The secret to emergence is that no particular animal is in charge. No foreman directs the ants where to build. No general orders ants where or when to fight. No ant may dominate another. The queen cannot tyrannize or domineer; her only purpose is to continue the species by laying eggs. Colonies having populations reaching 750,000 are not unheard of, but they function perfectly well with no form of direct internal management. With no one to dominate them, the ants rely upon thousands of interactions in decision-making; each ant must follow a set of simple rules. No one ant decides when, what, or how a task is to be done, the colony act collectively. Ants truly use the motto, “e pluribus Unum,” out of many one.

Emergence complexity works because each individual follows a set of simple rules, each member acting on the information provided by the surrounding environment. No member sees the big picture. No one member can give an order to another. No member pressures the other to conform. All members identify all possibilities; cogitate on the issue and vote. This allows the best ideas to percolate to the forefront and win.

This decentralized control, response to ones environment, and ability to follow simple rules are the key to emergence and the key to anarchism as well. Anarchism is a political theory opposed to all forms of government. Anarchists believe that the highest attainment of humanity is the freedom of individuals to express themselves unaffected by any form of repression or control from without. They hold that decisions are best made by independent minded people competing with others to form the most effective idea. Anarchism also makes use of simple rules like: the ban on harming other human beings, and the right of the collective to confront those that harm and limit their ability to harm. Humans are not accustomed to solving problems in a decentralized way. History has taught us that, oppression is natural. This is one reason that anarchism has remained on the periphery of political theory.

Some political groups are incorporating emergence like tactics to form an “intelligent mass,” by using the global electronic network. Groups participating in direct action can now be instantly aware of police movements. This allows them to disperse and coalesce much like a school of fish being attacked by a predator, or they can swarm spontaneously to disrupt the elite. This changes what was a disorganized mob into a well-organized intelligent mass.

There are also groups that are using emergence in decision-making processes. By having large group discussions, exchanging ideas and opinions, so that every member have their say, and voting by secret ballots, the best ideas gain prominence. This procedures similar to decision making techniques in the animal world. Analogous to when species are seeking out new living accommodations or foraging for food.

Today people have the ability to think together unavoice and form intelligent mass in unbelievable ways. No single person has the panacea for societies ills, but collectively groups can solve problems impossible for the individual. Groups tend to act rationally only when individuals make responsible decisions. A group cannot think rationally if members parrot the actions and styles of other members of the group, or wait for orders from someone they feel is in a better position to make a decision. Groups only act rationally when each member does their part. When deciding to eat vegan or not, riding a bicycle instead of driving a car, or deciding whether or not to shop at a big box store, your actions matter even if you can’t see the big picture.

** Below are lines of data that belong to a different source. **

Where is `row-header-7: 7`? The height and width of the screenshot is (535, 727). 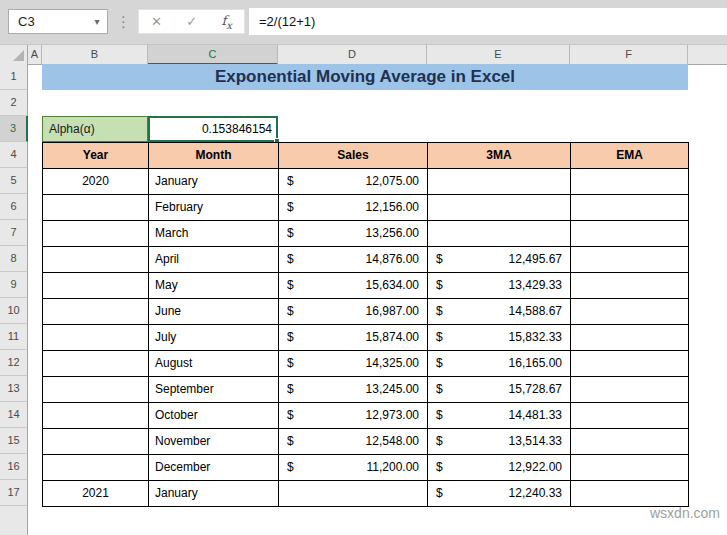
row-header-7: 7 is located at coordinates (14, 233).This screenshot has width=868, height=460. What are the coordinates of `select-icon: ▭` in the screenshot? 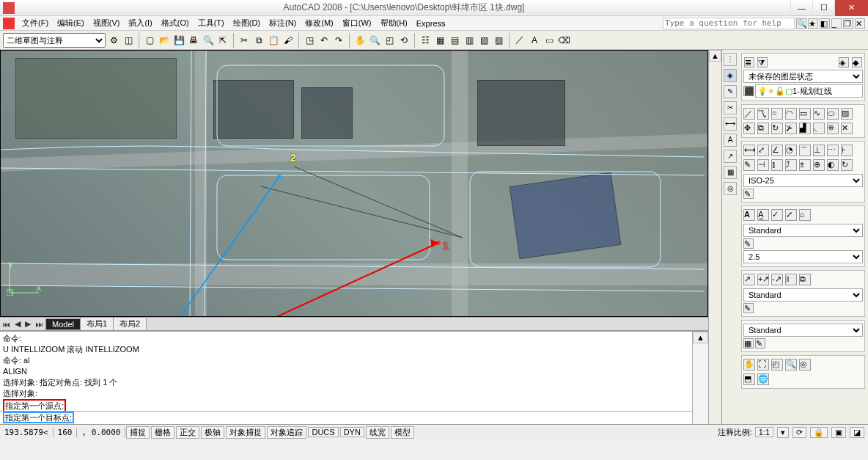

The individual ant cannot see this big picture any more than the rest of us humans see it. No individual can know just what society needs at any given moment, but you can take your cues from your environment; you can pick up the trash around you, volunteer where you see a need, help fix all the things that you see broken. If you want a better world, you could do worse than having ants as role models.

I wondering

what the set of simple rules are.

~`~`~`~`~`~
Jamesbennett

I don't know

Maybe it's subjective? Or objective..(I get those two words confused all the time..)

Without bosses

I wondering
new
Submitted by jbenet on Fri, 05/16/2008 - 12:19am.
what the set of simple rules are.

Decide on the simple rules collectively.